A community garden is not just a place to grow food.  It is a way to express our faith and interact with God and God’s good creation.   Perhaps one reason God created human beings to tend the garden is because God knew that it is in the midst of a garden that we connect most intimately to the character and ways of our Creator.  Edythe Neumann who is helping Highland Community Church in Abbotsford British Columbia establish a garden commented:

The act of gardening can teach us something about ourselves, about our interdependence with the world of nature, about the relationships between work and creativity, and about how we might begin to discern those spiritual facts that elude us in other aspects of life.  Gardening can also be an expression of community and conversation – another way to say that God is with us on the earth, a way to picture God’s presence with us – through the gifts of nature and gardening together.

Church based community gardens require a lot of planning.  Bring together a small group of passionate individuals who really want to see this happen.  Before getting into discussions about garden logistics, talk about why you feel this is important as a church activity.  What are the benefits you hope the congregation and the neighborhood will gain?  How will it help people connect more intimately to each other and to God? What are the values and characteristics of God’s kingdom that this garden could portray?

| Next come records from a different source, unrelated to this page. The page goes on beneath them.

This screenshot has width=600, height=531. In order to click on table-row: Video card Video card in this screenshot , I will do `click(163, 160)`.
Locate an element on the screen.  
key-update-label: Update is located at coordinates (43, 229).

Jeff showing off tomatoes at Five Loaves Farm Lynden

Jeff Littleton, who helped establish Five Loaves farm which is developing a network of community gardens on church properties in Lynden Washington told me:

The garden teaches at least two key messages beyond that of vegetables or lady bugs.  One is for our church: to share, to cooperate with, to relax, to enjoy each and everybody whatever faith or worldview.  The other is for our community: their capturing that these “church people” can be trusted, they do live out what they say, they love us… and ‘I want to know why.’  Somehow, some way this joint experience will transform lives and transform communities under God’s care.”

For me personally, the garden is a constant unfolding of new revelations about God.  Fostering community  and generosity are probably the most important kingdom values I have learned from involvement in community gardens.

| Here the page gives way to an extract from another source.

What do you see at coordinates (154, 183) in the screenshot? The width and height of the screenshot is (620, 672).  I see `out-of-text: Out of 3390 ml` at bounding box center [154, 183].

Working together as a church community provides a wonderful sense of accomplishment and offers tremendous opportunity to strengthen intergenerational ties as young and old work side by side, weeding, watering and planting.  You may even like to designate a special area as a children’s garden where children are allowed to choose what grows and when it is harvested.  At our small intentional community, the Mustard Seed House we grow about 50% of our own vegetables.  Seven year old Catie not only gets a chance to introduce new vegetable varieties each year, she is also my best year round helper.  A few weeks ago she practiced her newly developed writing skills making markers for our tomato seedlings.

Catie decorates markers for tomato seedlings


Starting a Faith-based Community Garden

Community garden Lynden WA

I am doing some research in preparation for my Spirituality of Gardening seminars in Seattle and Lynden in a couple of weeks and thought that some of you might be interested in some of the resources I have come across on starting a faith based community garden.  A number of the participants at my seminars are in the midst of helping their churches start community gardens and it is good to know that there are some great resources out there.  Here are some of the best that I have found:

Tips for Starting a Faith Based Community Garden

Faith Based and Neighbourhood Partnerships in the Age of Obama

Eat Smart, Move More North Carolina: Growing Communities Through Gardens

One of the best blogs I have found on faith based gardening is Sparks in the Soil

I will continue to add to this list over the next few weeks if you are interested and would love to hear from those of you that have other resources to add to the list too.